John, identified at the meeting as Hall County’s representative to the National Association of Counties (NACO), spoke to the Board about county funding pressures, recent legislative activity and resources available to counties.
John told the board that counties received direct ARPA allocations and that Hall County’s $11,917,000 in ARPA funding allowed investments that would otherwise be difficult at the local level. He urged continued outreach to state senators following the recent consideration of LB1067 on inheritance tax, saying county officials’ contacts had helped defeat that measure during a filibuster. “If counties are not going to be made whole, we’re not interested,” he said, describing NACO’s work with a bipartisan group of senators to explore locally sourced, sustainable revenue replacements.
He described several practical supports for counties: a statewide salary survey for county employees that NACO will release at the County Budget Workshop on June 12; a cybersecurity cooperative developed with NERMA and vendors to standardize baseline protections and offer tiered pricing so smaller counties are not overcharged; and assistance challenging FCC/BEAD broadband coverage maps where commercial providers’ reported speeds do not reflect on-the-ground availability.
John also previewed a new NACO office in Ogallala that will house several NACO functions and said the association is pursuing membership in the Western Interstate Region to address issues such as payments-in-lieu-of-taxes and wildfire management.
Board members pressed John on several details. A commissioner asked whether counties could increase fees to cover the actual cost of services such as serving legal papers; John noted statutes set many local fees and that the legislature must change them. On local-option sales tax, John said Dakota County had previously used that option and explained how a countywide local option tax would apply only to areas not already covered by city sales taxes. On salary survey findings, John said inflation and private-sector wage pressure — such as fast-food pay rates — are increasing recruitment and retention problems for county governments.
Why it matters: John framed the presentation as an effort to equip county officials with tools and data to argue for revenue replacement and to help manage rising costs, staffing shortages and infrastructure needs. NACO’s resources — workshops, grant navigation and cooperative procurement — were presented as practical levers for Hall County as it considers budgeting, courthouse planning and service delivery.
What’s next: The salary study will be released at the June 12 budget workshop; board members were asked to keep engaging state senators on revenue and unfunded-mandate issues.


What you are asked to do
Print each record exactly as it appears, but drop the images.

Task inputs
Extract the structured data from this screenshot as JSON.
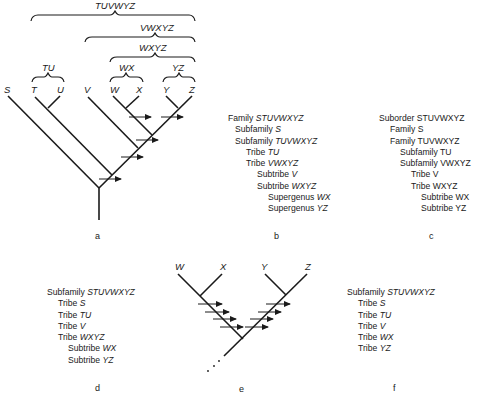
{
  "panel_a": {
    "letter": "a",
    "taxa": [
      "S",
      "T",
      "U",
      "V",
      "W",
      "X",
      "Y",
      "Z"
    ],
    "brackets": [
      "TUVWYZ",
      "VWXYZ",
      "WXYZ",
      "TU",
      "WX",
      "YZ"
    ]
  },
  "panel_b": {
    "letter": "b",
    "lines": [
      {
        "rank": "Family",
        "taxon": "STUVWXYZ"
      },
      {
        "rank": "Subfamily",
        "taxon": "S"
      },
      {
        "rank": "Subfamily",
        "taxon": "TUVWXYZ"
      },
      {
        "rank": "Tribe",
        "taxon": "TU"
      },
      {
        "rank": "Tribe",
        "taxon": "VWXYZ"
      },
      {
        "rank": "Subtribe",
        "taxon": "V"
      },
      {
        "rank": "Subtribe",
        "taxon": "WXYZ"
      },
      {
        "rank": "Supergenus",
        "taxon": "WX"
      },
      {
        "rank": "Supergenus",
        "taxon": "YZ"
      }
    ]
  },
  "panel_c": {
    "letter": "c",
    "lines": [
      {
        "rank": "Suborder",
        "taxon": "STUVWXYZ"
      },
      {
        "rank": "Family",
        "taxon": "S"
      },
      {
        "rank": "Family",
        "taxon": "TUVWXYZ"
      },
      {
        "rank": "Subfamily",
        "taxon": "TU"
      },
      {
        "rank": "Subfamily",
        "taxon": "VWXYZ"
      },
      {
        "rank": "Tribe",
        "taxon": "V"
      },
      {
        "rank": "Tribe",
        "taxon": "WXYZ"
      },
      {
        "rank": "Subtribe",
        "taxon": "WX"
      },
      {
        "rank": "Subtribe",
        "taxon": "YZ"
      }
    ]
  },
  "panel_d": {
    "letter": "d",
    "lines": [
      {
        "rank": "Subfamily",
        "taxon": "STUVWXYZ"
      },
      {
        "rank": "Tribe",
        "taxon": "S"
      },
      {
        "rank": "Tribe",
        "taxon": "TU"
      },
      {
        "rank": "Tribe",
        "taxon": "V"
      },
      {
        "rank": "Tribe",
        "taxon": "WXYZ"
      },
      {
        "rank": "Subtribe",
        "taxon": "WX"
      },
      {
        "rank": "Subtribe",
        "taxon": "YZ"
      }
    ]
  },
  "panel_e": {
    "letter": "e",
    "taxa": [
      "W",
      "X",
      "Y",
      "Z"
    ]
  },
  "panel_f": {
    "letter": "f",
    "lines": [
      {
        "rank": "Subfamily",
        "taxon": "STUVWXYZ"
      },
      {
        "rank": "Tribe",
        "taxon": "S"
      },
      {
        "rank": "Tribe",
        "taxon": "TU"
      },
      {
        "rank": "Tribe",
        "taxon": "V"
      },
      {
        "rank": "Tribe",
        "taxon": "WX"
      },
      {
        "rank": "Tribe",
        "taxon": "YZ"
      }
    ]
  }
}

Exercise answer
Extract the structured data from this screenshot as JSON.
{
  "panel_a": {
    "letter": "a",
    "taxa": [
      "S",
      "T",
      "U",
      "V",
      "W",
      "X",
      "Y",
      "Z"
    ],
    "brackets": [
      "TUVWYZ",
      "VWXYZ",
      "WXYZ",
      "TU",
      "WX",
      "YZ"
    ]
  },
  "panel_b": {
    "letter": "b",
    "lines": [
      {
        "rank": "Family",
        "taxon": "STUVWXYZ"
      },
      {
        "rank": "Subfamily",
        "taxon": "S"
      },
      {
        "rank": "Subfamily",
        "taxon": "TUVWXYZ"
      },
      {
        "rank": "Tribe",
        "taxon": "TU"
      },
      {
        "rank": "Tribe",
        "taxon": "VWXYZ"
      },
      {
        "rank": "Subtribe",
        "taxon": "V"
      },
      {
        "rank": "Subtribe",
        "taxon": "WXYZ"
      },
      {
        "rank": "Supergenus",
        "taxon": "WX"
      },
      {
        "rank": "Supergenus",
        "taxon": "YZ"
      }
    ]
  },
  "panel_c": {
    "letter": "c",
    "lines": [
      {
        "rank": "Suborder",
        "taxon": "STUVWXYZ"
      },
      {
        "rank": "Family",
        "taxon": "S"
      },
      {
        "rank": "Family",
        "taxon": "TUVWXYZ"
      },
      {
        "rank": "Subfamily",
        "taxon": "TU"
      },
      {
        "rank": "Subfamily",
        "taxon": "VWXYZ"
      },
      {
        "rank": "Tribe",
        "taxon": "V"
      },
      {
        "rank": "Tribe",
        "taxon": "WXYZ"
      },
      {
        "rank": "Subtribe",
        "taxon": "WX"
      },
      {
        "rank": "Subtribe",
        "taxon": "YZ"
      }
    ]
  },
  "panel_d": {
    "letter": "d",
    "lines": [
      {
        "rank": "Subfamily",
        "taxon": "STUVWXYZ"
      },
      {
        "rank": "Tribe",
        "taxon": "S"
      },
      {
        "rank": "Tribe",
        "taxon": "TU"
      },
      {
        "rank": "Tribe",
        "taxon": "V"
      },
      {
        "rank": "Tribe",
        "taxon": "WXYZ"
      },
      {
        "rank": "Subtribe",
        "taxon": "WX"
      },
      {
        "rank": "Subtribe",
        "taxon": "YZ"
      }
    ]
  },
  "panel_e": {
    "letter": "e",
    "taxa": [
      "W",
      "X",
      "Y",
      "Z"
    ]
  },
  "panel_f": {
    "letter": "f",
    "lines": [
      {
        "rank": "Subfamily",
        "taxon": "STUVWXYZ"
      },
      {
        "rank": "Tribe",
        "taxon": "S"
      },
      {
        "rank": "Tribe",
        "taxon": "TU"
      },
      {
        "rank": "Tribe",
        "taxon": "V"
      },
      {
        "rank": "Tribe",
        "taxon": "WX"
      },
      {
        "rank": "Tribe",
        "taxon": "YZ"
      }
    ]
  }
}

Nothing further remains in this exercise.